Planting a big wet kiss on every attractive person you meet is hardly proper social etiquette, and when you look at the number of bacteria in the average human mouth — more than 500 species per person, according to experts — it’s no wonder why.
More than 500 species equals billions and billions of bacteria living on every slimy surface, dark nook and inviting cranny of the human mouth, but that does not bother the kiss-happy students at the University of Michigan-Dearborn, who recently participated in a live lecture with touring kissing “expert” Michael Christian.
Christian, whose credentials are shaky at best — he’s an English teacher at Boston College — is the author of four books, the most recent which is titled “The Art of Kissing.”
Of the 200 students who showed up Wednesday to see Christian speak at UM-Dearborn, only three men and two women were willing to lock lips for educational purposes. According to an account of the lecture in the Detroit Free Press Thursday, Christian asked if anyone in audience at the jammed auditorium would volunteer. After much hesitation, a nervous 17-year-old from Eastpointe raised her hand.

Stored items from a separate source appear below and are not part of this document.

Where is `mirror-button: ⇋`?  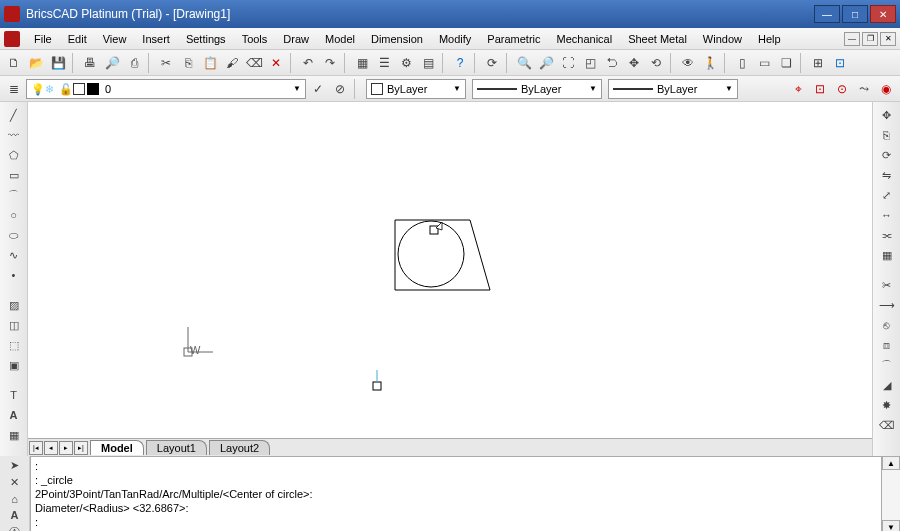 mirror-button: ⇋ is located at coordinates (887, 175).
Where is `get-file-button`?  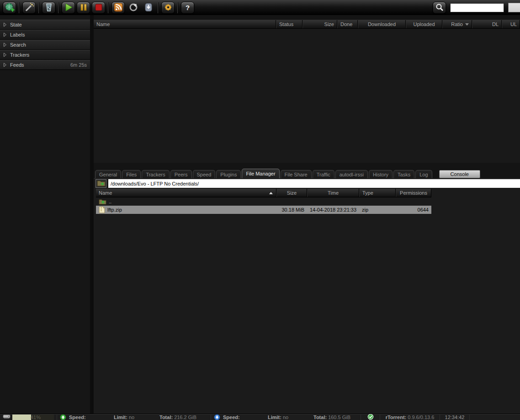 get-file-button is located at coordinates (148, 8).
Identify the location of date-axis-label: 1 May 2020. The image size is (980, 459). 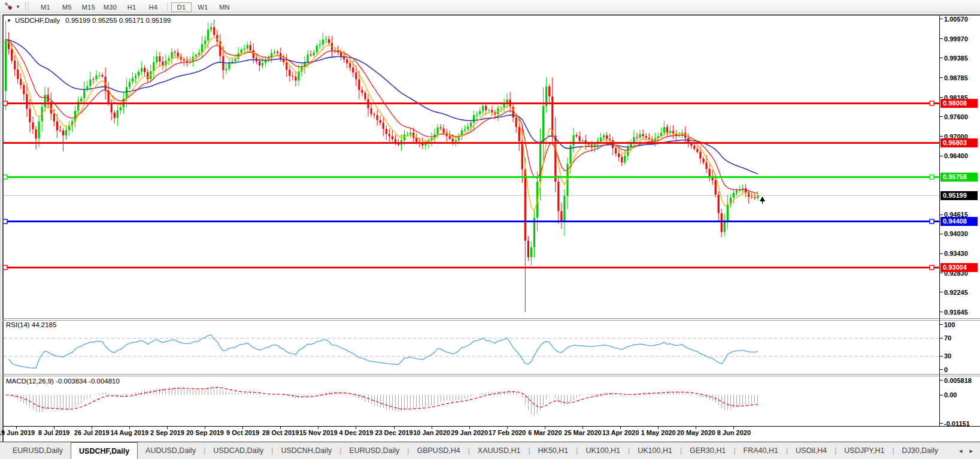
(659, 433).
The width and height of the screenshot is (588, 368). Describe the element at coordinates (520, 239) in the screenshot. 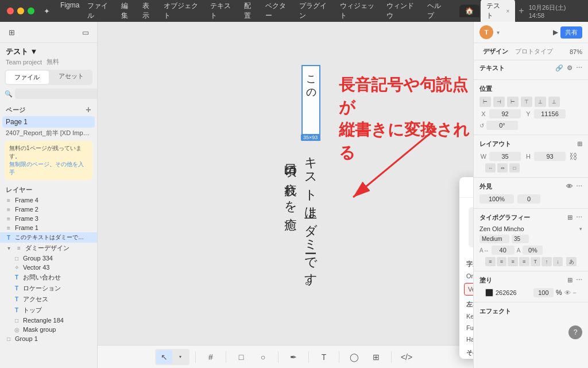

I see `font-size-input` at that location.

Christian then led the students through an hour-long presentation on material from his book, including techniques and variations on 30 different kisses.
University of Wisconsin sophomore Craig Schiller thinks Christian’s lecture would go over well with Madison students. When asked if he would volunteer to demonstrate, Schiller first made sure that Christian himself was not the one who would demonstrate techniques, and then replied, “Yeah, I probably would.”
Christian delivers his PG-13-rated show full-time to college campuses across the country. The student activities board at the UM-Dearborn brought him in for an undisclosed fee.
When asked what she thinks of Christian’s lectures, Linda Roberts, associate professor of human development and family studies at UW, responded, “What gives him the authority to lecture on the art of kissing?”
Just what exactly it is that qualifies Christian as an “expert” is yet to be proven, and as far as Roberts is concerned, Christian should clarify his credentials.
“For those of us who actually do research and lecture on these type of relationships, I would like to know if he did any research to back up his theories,” Roberts said.
Roberts said that communication is critical in kissing and sexual situations, and she is concerned about the lack of conversation prior to physical intimacy with most college students.
“There really is very little conversation involved in most interactions,” Roberts said. “The movies don’t tell you how, communication classes don’t tell you how. If he is showing students how to improve that aspect of kissing, then that would be a good thing.”
Christian, whose voice has been compared to that of Woody Allen’s, is a small man with graying hair who claims his lecture covers a variety of topics, including tongues, braces, electricity, giggles, first kisses, racing hearts, tears, caresses, earlobes and hickeys. More important, Christian says that he is there to “promote the beauty and grace of one of humanity’s most thrilling gifts.”
Sophomore Schiller is not impressed.
“I’m gonna come up with ‘The Art of Hugging’ or something,” he said. “I can’t believe he gets paid for that.”